[Northern California, Oregon, and the Sandwich Islands by Charles Nordhoff]@TWC D-Link bookNorthern California, Oregon, and the Sandwich Islands CHAPTER I 19/32
If you are accustomed to ride, and can do thirty miles a day, you should sleep the first night at or near Waialua, the next at or near what is called the Mormon Settlement, and on the third day ride into Honolulu. If ladies are of your party, and the stages must be shorter, you can ride the first day to Ewa, which is but ten miles; the next, to Waialua, eighteen miles further; the third, to the neighborhood of Kahuku, twelve miles; thence to Kahana, fifteen miles; thence to Kaalaea, twelve miles; and the next day carries you, by an easy ride of thirteen miles, into Honolulu.

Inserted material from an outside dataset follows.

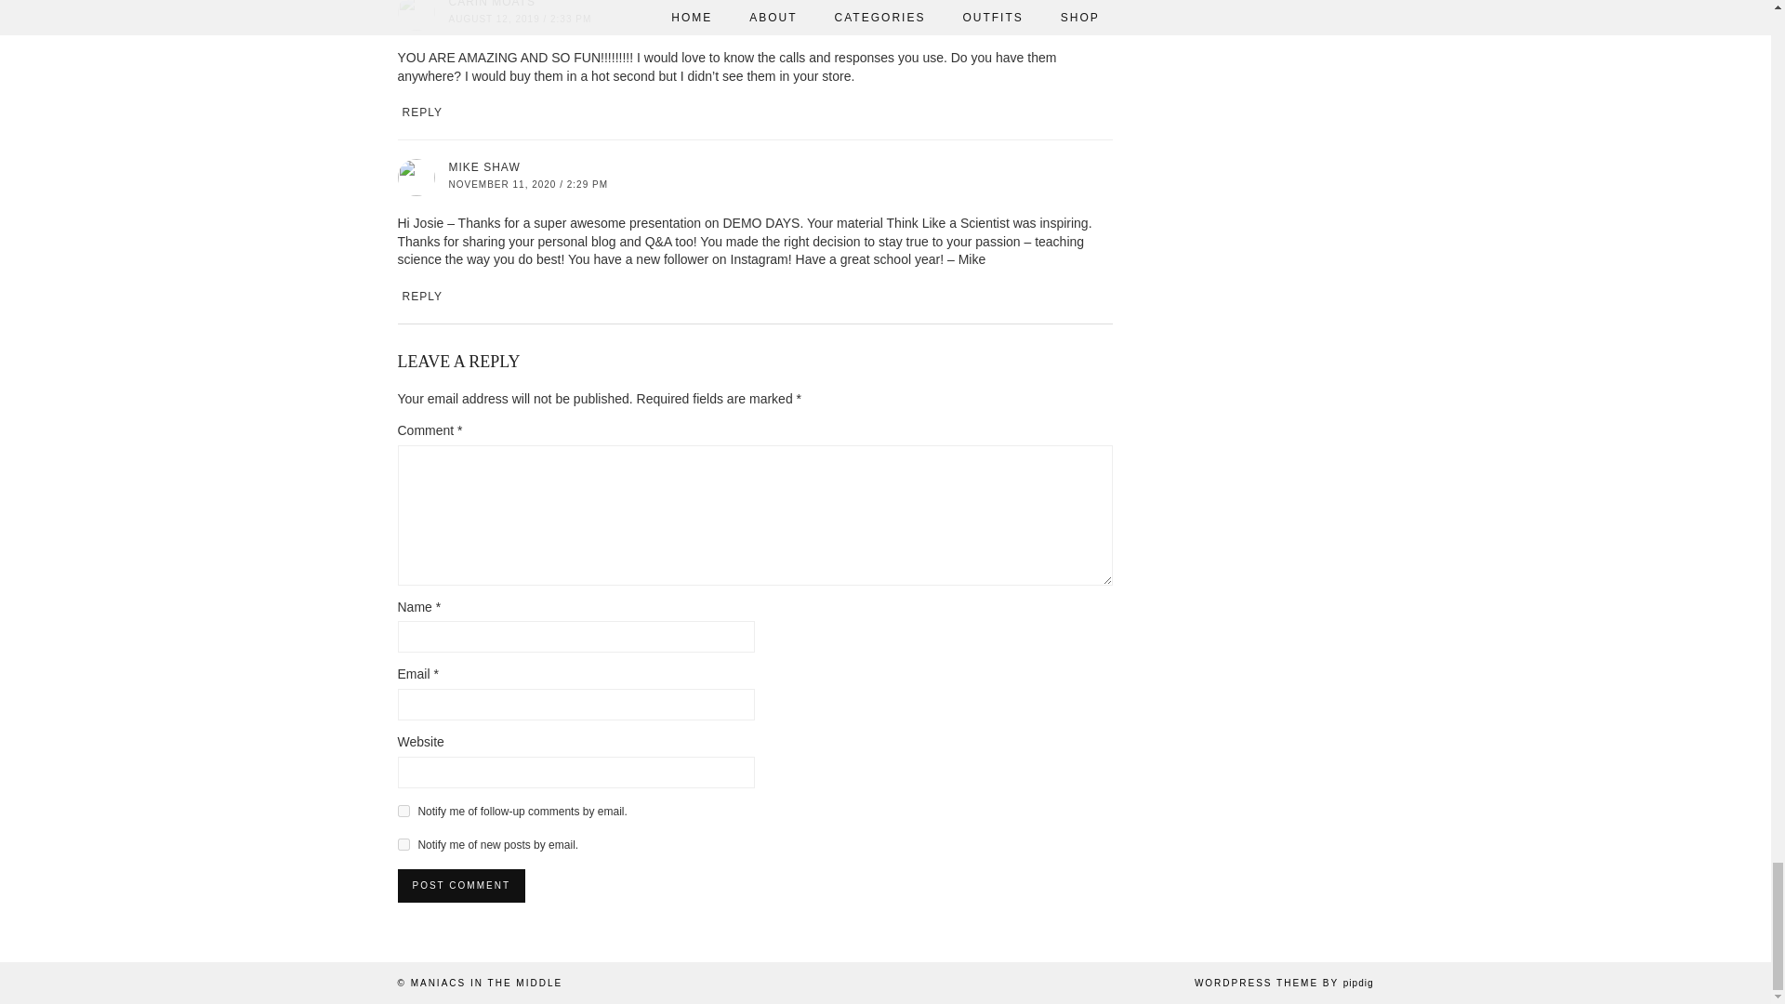  What do you see at coordinates (403, 811) in the screenshot?
I see `subscribe` at bounding box center [403, 811].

Any one who can sit on a horse at all will enjoy this excursion, and receive benefit from it; the different stages of it are so short that each day's work is only a pleasure.

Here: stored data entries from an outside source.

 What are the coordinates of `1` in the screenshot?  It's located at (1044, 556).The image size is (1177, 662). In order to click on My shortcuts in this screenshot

On the way you will see, near Ewa, the Pearl Lochs, which it has recently been proposed to cede as a naval station to the United States; and near Waialua an interesting boarding-school for Hawaiian girls, in which they are taught not only in the usual school studies, but in sewing, and the various arts of the housewife.
If you are curious to see the high valley in which the famous Waialua oranges are grown, you must take a day for that purpose.
Between Kahuku and Kahana it is worth while to make a detour into the mountains to see the Kaliawa Falls, which are a very picturesque sight.